Beginning in 2014, DHS contracted with Wilder Research to conduct a legislatively mandated biennial study of gaps in Minnesota’s publicly funded services system, including home and community-based services and mental health services. The goal is to identify how services are meeting needs for people with disabilities, older adults and adults and children living with mental illness, and to understand areas for improvement.
Wilder Research has worked closely with DHS to adapt each study to engage stakeholders in meaningful ways, and gather and share information that would be useful to highlight pressing issues and possible solutions. In the first study, information was gathered via surveys and interviews from county and tribal agencies, managed care organizations, service providers, and people who use services or their advocates about gaps in services in their area. Survey and interview data identified pressing gaps in service availability, important barriers to accessing services, and other systems-level issues related to housing, transportation, employment supports and the cultural responsiveness of services.
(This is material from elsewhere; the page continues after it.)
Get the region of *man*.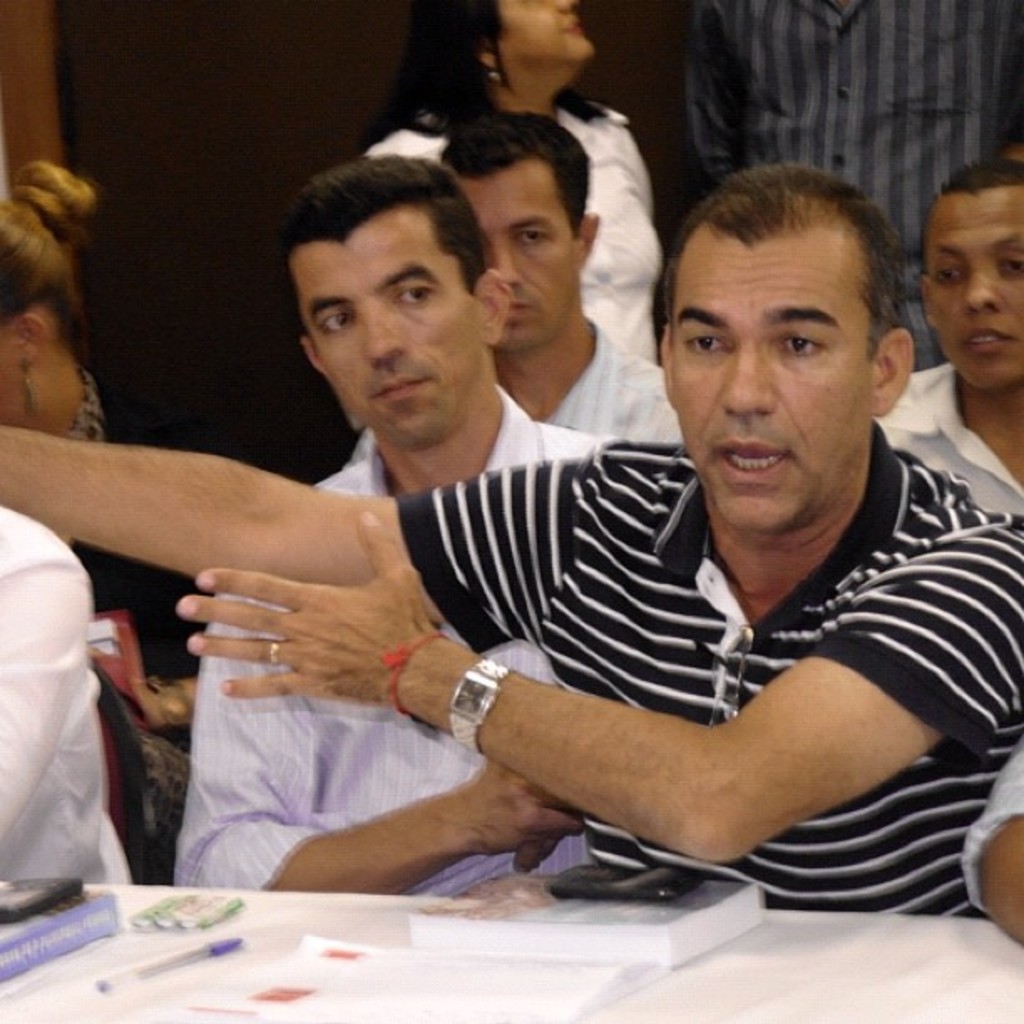
[x1=169, y1=152, x2=617, y2=897].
Planning Sessions to Prioritize Needs and Create Solutions
In the second study, Wilder Research held planning sessions across the state for regional stakeholders. The goal was to bring together people using and providing services to review data about service use and gaps in their region, prioritize areas of greatest need, and think creatively about strategies for shrinking gaps in critical services. The most common service gap identified as a priority by participants was workforce shortage, which was seen as creating gaps in many services. One participant noted, “Without solving the workforce issue, services cannot be provided.”
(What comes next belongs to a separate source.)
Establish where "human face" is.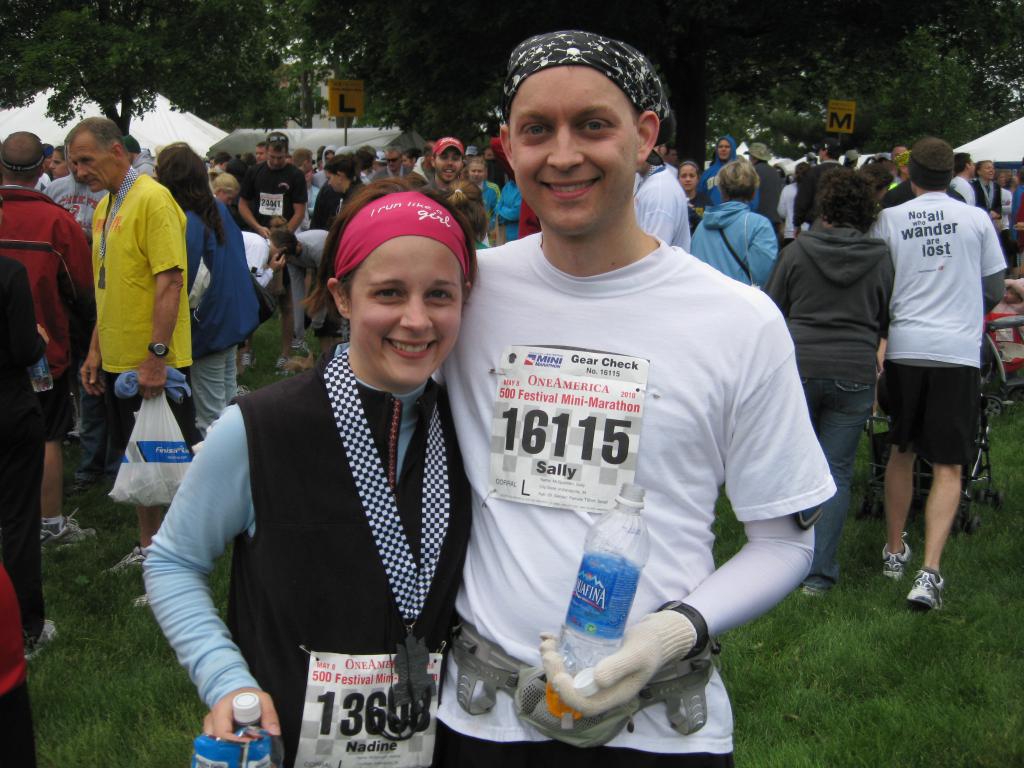
Established at {"left": 717, "top": 141, "right": 731, "bottom": 161}.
The most commonly recommended strategies to address this issue include increasing reimbursement rates and wages for service providers, collaborating with educational institutions to recruit and train service providers, and offering other incentives or benefits (such as loan forgiveness or school credit) for service providers. Participants also prioritized shortages in transportation, crisis services and housing, and identified strategies that could help to alleviate these shortages.
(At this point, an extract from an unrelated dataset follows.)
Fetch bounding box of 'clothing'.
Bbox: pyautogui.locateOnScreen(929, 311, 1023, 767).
“It has been exciting to work with DHS on multiple cycles of this study and to think collaboratively about how the processes can evolve to better use existing data and stakeholder input to develop and implement actual strategies for solving service gaps,” said Francie Streich, research scientist at Wilder Research who leads the Gaps Analysis.
Building Off the Momentum for Future Studies
The current biennium study will build off of the momentum started in the regional planning sessions. Working with DHS, Wilder Research is charged with identifying and implementing the next steps of the DHS gaps analysis process. These steps will become the basis for an ongoing DHS Gaps Analysis process to identify service gaps; refine, support and evaluate strategies to lessen service gaps; and communicate about these efforts. Once again, the processes developed will involve many important voices, including those of counties, tribes, managed care organizations, service providers, and people who use services.
This project has the potential to impact thousands of Minnesotans who are currently living in the community with the assistance of home and community-based services and mental health services. “The collaboration with Wilder Research has helped to streamline the process while developing broader stakeholder engagement and enthusiasm for this effort,” said Mary Olsen Baker, contract manager, Minnesota Department of Human Services.